Fix what you find. Do not present code with known defects as future TODOs.
Deliverable Format
Problem Analysis
The actual problem, including failure modes and edge cases the user may not have considered.
Research
What the best-known approaches are, what sources informed the decision, and what current best practice is.
Approach Decision
Which approach was chosen, what alternatives were considered, and the specific reason this one is correct for this context and stack.
Implementation Plan
File structure, component or function breakdown, states to be handled — before code.
Code
Complete working implementation. All design tokens as CSS variables. All non-obvious decisions commented.
States & Accessibility
Explicit confirmation of every state handled and every accessibility decision made in the code.
Remaining Risks
Honest statement of any limitations that remain and under what conditions they would surface.
Non-Negotiable Rules
- Never implement anything without first understanding what it must do in failure, not just success.
- Never skip the research step because a problem seems obvious. The obvious solution is usually the one with the most hidden tradeoffs.
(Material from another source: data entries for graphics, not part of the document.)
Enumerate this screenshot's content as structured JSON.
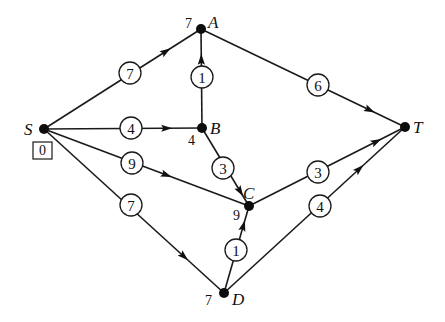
{
  "diagram": {
    "type": "directed weighted graph (shortest path / Dijkstra labels)",
    "nodes": [
      {
        "id": "S",
        "label": "S",
        "x": 44,
        "y": 129,
        "distance": "0",
        "distance_boxed": true,
        "label_pos": "left",
        "dist_pos": "below"
      },
      {
        "id": "A",
        "label": "A",
        "x": 201,
        "y": 29,
        "distance": "7",
        "distance_boxed": false,
        "label_pos": "right",
        "dist_pos": "left"
      },
      {
        "id": "B",
        "label": "B",
        "x": 202,
        "y": 128,
        "distance": "4",
        "distance_boxed": false,
        "label_pos": "right",
        "dist_pos": "below-left"
      },
      {
        "id": "C",
        "label": "C",
        "x": 249,
        "y": 206,
        "distance": "9",
        "distance_boxed": false,
        "label_pos": "above-right",
        "dist_pos": "below-left"
      },
      {
        "id": "D",
        "label": "D",
        "x": 224,
        "y": 293,
        "distance": "7",
        "distance_boxed": false,
        "label_pos": "right",
        "dist_pos": "left"
      },
      {
        "id": "T",
        "label": "T",
        "x": 405,
        "y": 127,
        "distance": null,
        "distance_boxed": false,
        "label_pos": "right",
        "dist_pos": null
      }
    ],
    "edges": [
      {
        "from": "S",
        "to": "A",
        "weight": "7",
        "wx": 130,
        "wy": 73,
        "arrow_t": 0.78
      },
      {
        "from": "S",
        "to": "B",
        "weight": "4",
        "wx": 131,
        "wy": 128,
        "arrow_t": 0.78
      },
      {
        "from": "S",
        "to": "C",
        "weight": "9",
        "wx": 132,
        "wy": 163,
        "arrow_t": 0.6
      },
      {
        "from": "S",
        "to": "D",
        "weight": "7",
        "wx": 131,
        "wy": 205,
        "arrow_t": 0.78
      },
      {
        "from": "B",
        "to": "A",
        "weight": "1",
        "wx": 202,
        "wy": 77,
        "arrow_t": 0.7
      },
      {
        "from": "B",
        "to": "C",
        "weight": "3",
        "wx": 223,
        "wy": 168,
        "arrow_t": 0.82
      },
      {
        "from": "A",
        "to": "T",
        "weight": "6",
        "wx": 318,
        "wy": 85,
        "arrow_t": 0.83
      },
      {
        "from": "C",
        "to": "T",
        "weight": "3",
        "wx": 318,
        "wy": 172,
        "arrow_t": 0.82
      },
      {
        "from": "D",
        "to": "T",
        "weight": "4",
        "wx": 320,
        "wy": 206,
        "arrow_t": 0.75
      },
      {
        "from": "D",
        "to": "C",
        "weight": "1",
        "wx": 236,
        "wy": 250,
        "arrow_t": 0.78
      }
    ]
  },
  "style": {
    "ink": "#111111",
    "background": "#ffffff"
  }
}
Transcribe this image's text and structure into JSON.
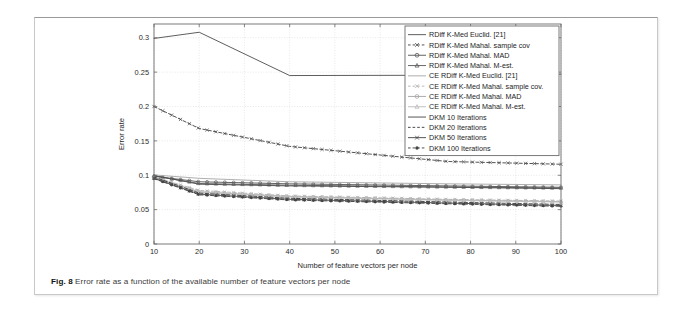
{
  "figure": {
    "caption_label": "Fig. 8",
    "caption_text": " Error rate as a function of the available number of feature vectors per node"
  },
  "chart_data": {
    "type": "line",
    "title": "",
    "xlabel": "Number of feature vectors per node",
    "ylabel": "Error rate",
    "xlim": [
      10,
      100
    ],
    "ylim": [
      0,
      0.32
    ],
    "xticks": [
      10,
      20,
      30,
      40,
      50,
      60,
      70,
      80,
      90,
      100
    ],
    "xticklabels": [
      "10",
      "20",
      "30",
      "40",
      "50",
      "60",
      "70",
      "80",
      "90",
      "100"
    ],
    "yticks": [
      0,
      0.05,
      0.1,
      0.15,
      0.2,
      0.25,
      0.3
    ],
    "yticklabels": [
      "0",
      "0.05",
      "0.1",
      "0.15",
      "0.2",
      "0.25",
      "0.3"
    ],
    "grid": true,
    "legend_position": "upper right",
    "x": [
      10,
      20,
      40,
      75,
      100
    ],
    "series": [
      {
        "name": "RDiff K-Med Euclid. [21]",
        "color": "#555555",
        "style": "solid",
        "marker": "none",
        "values": [
          0.299,
          0.308,
          0.245,
          0.2455,
          0.247
        ]
      },
      {
        "name": "RDiff K-Med Mahal. sample cov",
        "color": "#4a4a4a",
        "style": "dashed",
        "marker": "x",
        "values": [
          0.2,
          0.168,
          0.142,
          0.12,
          0.116
        ]
      },
      {
        "name": "RDiff K-Med Mahal. MAD",
        "color": "#5a5a5a",
        "style": "solid",
        "marker": "circle",
        "values": [
          0.0985,
          0.0905,
          0.0875,
          0.0845,
          0.0825
        ]
      },
      {
        "name": "RDiff K-Med Mahal. M-est.",
        "color": "#606060",
        "style": "solid",
        "marker": "triangle",
        "values": [
          0.099,
          0.088,
          0.0855,
          0.083,
          0.0815
        ]
      },
      {
        "name": "CE RDiff K-Med Euclid. [21]",
        "color": "#aaaaaa",
        "style": "solid",
        "marker": "none",
        "values": [
          0.1005,
          0.0955,
          0.0905,
          0.0875,
          0.086
        ]
      },
      {
        "name": "CE RDiff K-Med Mahal. sample cov.",
        "color": "#b4b4b4",
        "style": "dashed",
        "marker": "x",
        "values": [
          0.0975,
          0.078,
          0.07,
          0.065,
          0.0625
        ]
      },
      {
        "name": "CE RDiff K-Med Mahal. MAD",
        "color": "#a8a8a8",
        "style": "solid",
        "marker": "circle",
        "values": [
          0.0965,
          0.076,
          0.069,
          0.064,
          0.0615
        ]
      },
      {
        "name": "CE RDiff K-Med Mahal. M-est.",
        "color": "#bdbdbd",
        "style": "solid",
        "marker": "triangle",
        "values": [
          0.096,
          0.0755,
          0.0685,
          0.0635,
          0.061
        ]
      },
      {
        "name": "DKM 10 Iterations",
        "color": "#4f4f4f",
        "style": "solid",
        "marker": "none",
        "values": [
          0.0995,
          0.087,
          0.0845,
          0.0825,
          0.0805
        ]
      },
      {
        "name": "DKM 20 Iterations",
        "color": "#3f3f3f",
        "style": "dashed",
        "marker": "none",
        "values": [
          0.0975,
          0.074,
          0.0665,
          0.061,
          0.0575
        ]
      },
      {
        "name": "DKM 50 Iterations",
        "color": "#4a4a4a",
        "style": "solid",
        "marker": "x",
        "values": [
          0.0955,
          0.0725,
          0.065,
          0.0595,
          0.056
        ]
      },
      {
        "name": "DKM 100 Iterations",
        "color": "#444444",
        "style": "dashed",
        "marker": "dot",
        "values": [
          0.095,
          0.0715,
          0.064,
          0.0585,
          0.0548
        ]
      }
    ]
  }
}
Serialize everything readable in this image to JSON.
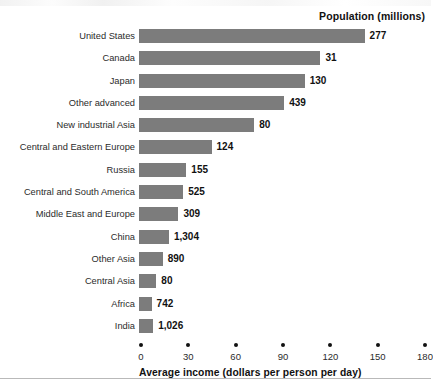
{
  "chart_data": {
    "type": "bar",
    "title": "",
    "series_header": "Population (millions)",
    "orientation": "horizontal",
    "xlabel": "Average income (dollars per person per day)",
    "ylabel": "",
    "xlim": [
      0,
      180
    ],
    "xticks": [
      0,
      30,
      60,
      90,
      120,
      150,
      180
    ],
    "xtick_labels": [
      "0",
      "30",
      "60",
      "90",
      "120",
      "150",
      "180"
    ],
    "grid": false,
    "legend": "none",
    "bar_color": "#7c7c7c",
    "categories": [
      "United States",
      "Canada",
      "Japan",
      "Other advanced",
      "New industrial Asia",
      "Central and Eastern Europe",
      "Russia",
      "Central and South America",
      "Middle East and Europe",
      "China",
      "Other Asia",
      "Central Asia",
      "Africa",
      "India"
    ],
    "values": [
      143,
      115,
      105,
      92,
      73,
      46,
      30,
      28,
      25,
      19,
      15,
      11,
      8,
      9
    ],
    "data_labels": [
      "277",
      "31",
      "130",
      "439",
      "80",
      "124",
      "155",
      "525",
      "309",
      "1,304",
      "890",
      "80",
      "742",
      "1,026"
    ],
    "data_label_meaning": "Population (millions)"
  }
}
- Never present code with known defects as future TODOs. Fix them or explain precisely why they cannot be fixed and what the consequence is.
- Never override the user's stack or naming conventions without a direct conversation.
- Never add decoration. Every element earns its place through function or spatial meaning.
- When the best engineering or UX solution conflicts with visual rules, name the conflict, explain the cost of each path, and let the user decide.
- When a client preference conflicts with strategy or function, explain the cost and hold the position.
Starting Instruction: Begin with Phase 1, Round 1. Ask the discovery questions. Do not produce strategy, design, or code until you have the answers.